The Harvest Season

Thanksgiving may be only familiar to Americans and Canadians, but Ukrainians, like many others around the world, celebrate the coming of harvest in late summer. Centuries of agrarian tradition drives the spirit of Ukraine, and rituals that give thanks to the natural world are embedded in the culmination of a good season in the fields.

Before combines and tractors, Ukrainian farmers sowed the earth with sickles and scythes. In a joint effort, men and women worked side by side in the fields singing songs about the sun, the grain, the birds, and their aching backs. Ancestors, nature, the holy earth, and bread wove their way into songs meant to drive away inclement weather and bad luck.

While the process of harvest wore bodies and souls to the quick, the reward came on obzhynky, the last day of harvest. The last sheaf of the best grain plucked from the fields was sacred. Reaped, tied, and decorated with flowers and ribbons, the grain sheaf was a mark of good luck and was a fixture in the farmer’s house at Christmas Eve. The last clump of uncut grain was special as well. Stalks were tied and braided, with the roots still in the ground, formed an enclosure where a round loaf of bread was placed. The owner of the homestead bowed to the bread, and in the four directions of the fields, while he prayed for another good year: “Sow and grow, rye and wheat, and all grain, even better than this year.”

In addition to giving thanks to the field for another prosperous year, Ukrainian men selected their queen of their harvest. Standing in the center of a circle with a sickle placed on her left shoulder, the oldest man tied a band of straw around her wait and crowned her with a wreath made of grain and flowers. A symbol of both Mother Earth’s grace, the ceremony marked a hope for marriage for the young woman in the coming year.

Perhaps the early 20th century Ukrainian writer, Vasyl Stefanyk, surmised the meaning of harvest and land best when he wrote: “Our destiny is the soil; forsake it and you are lost; cling to it and it will develop all your powers and draw out your very soul in the hollow of its hand; embrace it, subject yourself to it and it will suck the life-blood out of your veins – but in return, you have herds of sheep, and horses and full stock-yards; and for your strength it will give you a cabin full of children and grand-children who laughter is like silver bells and whose cheeks are red as the fruit of the snow-ball tree.”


# [ABOUT THIS EXERCISE]
For the data that follows, return each line unchanged and drop the pictures.

* * * * *

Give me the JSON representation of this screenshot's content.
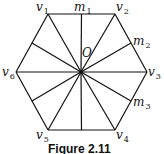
{
  "diagram": {
    "vertices": [
      {
        "name": "v1",
        "base": "v",
        "sub": "1",
        "x": 48,
        "y": 14,
        "lx": 36,
        "ly": 11
      },
      {
        "name": "v2",
        "base": "v",
        "sub": "2",
        "x": 115,
        "y": 14,
        "lx": 116,
        "ly": 11
      },
      {
        "name": "v3",
        "base": "v",
        "sub": "3",
        "x": 147,
        "y": 72,
        "lx": 148,
        "ly": 76
      },
      {
        "name": "v4",
        "base": "v",
        "sub": "4",
        "x": 115,
        "y": 130,
        "lx": 116,
        "ly": 139
      },
      {
        "name": "v5",
        "base": "v",
        "sub": "5",
        "x": 48,
        "y": 130,
        "lx": 36,
        "ly": 139
      },
      {
        "name": "v6",
        "base": "v",
        "sub": "6",
        "x": 16,
        "y": 72,
        "lx": 2,
        "ly": 76
      }
    ],
    "midpoints": [
      {
        "name": "m1",
        "base": "m",
        "sub": "1",
        "x": 81,
        "y": 14,
        "lx": 74,
        "ly": 11
      },
      {
        "name": "m2",
        "base": "m",
        "sub": "2",
        "x": 131,
        "y": 43,
        "lx": 133,
        "ly": 45
      },
      {
        "name": "m3",
        "base": "m",
        "sub": "3",
        "x": 131,
        "y": 101,
        "lx": 133,
        "ly": 106
      }
    ],
    "center": {
      "name": "O",
      "x": 81,
      "y": 72,
      "lx": 82,
      "ly": 57
    },
    "caption": "Figure 2.11"
  }
}
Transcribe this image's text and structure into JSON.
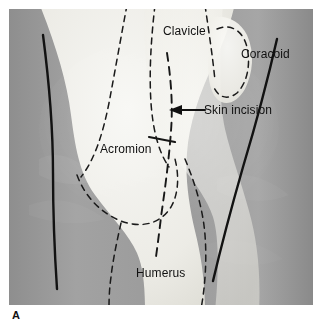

* * * * *

# [SOLUTION TO THE EXERCISE]
Give me the JSON representation of this screenshot's content.
{
  "diagram": {
    "vertices": [
      {
        "name": "v1",
        "base": "v",
        "sub": "1",
        "x": 48,
        "y": 14,
        "lx": 36,
        "ly": 11
      },
      {
        "name": "v2",
        "base": "v",
        "sub": "2",
        "x": 115,
        "y": 14,
        "lx": 116,
        "ly": 11
      },
      {
        "name": "v3",
        "base": "v",
        "sub": "3",
        "x": 147,
        "y": 72,
        "lx": 148,
        "ly": 76
      },
      {
        "name": "v4",
        "base": "v",
        "sub": "4",
        "x": 115,
        "y": 130,
        "lx": 116,
        "ly": 139
      },
      {
        "name": "v5",
        "base": "v",
        "sub": "5",
        "x": 48,
        "y": 130,
        "lx": 36,
        "ly": 139
      },
      {
        "name": "v6",
        "base": "v",
        "sub": "6",
        "x": 16,
        "y": 72,
        "lx": 2,
        "ly": 76
      }
    ],
    "midpoints": [
      {
        "name": "m1",
        "base": "m",
        "sub": "1",
        "x": 81,
        "y": 14,
        "lx": 74,
        "ly": 11
      },
      {
        "name": "m2",
        "base": "m",
        "sub": "2",
        "x": 131,
        "y": 43,
        "lx": 133,
        "ly": 45
      },
      {
        "name": "m3",
        "base": "m",
        "sub": "3",
        "x": 131,
        "y": 101,
        "lx": 133,
        "ly": 106
      }
    ],
    "center": {
      "name": "O",
      "x": 81,
      "y": 72,
      "lx": 82,
      "ly": 57
    },
    "caption": "Figure 2.11"
  }
}
Transcribe this image's text and structure into JSON.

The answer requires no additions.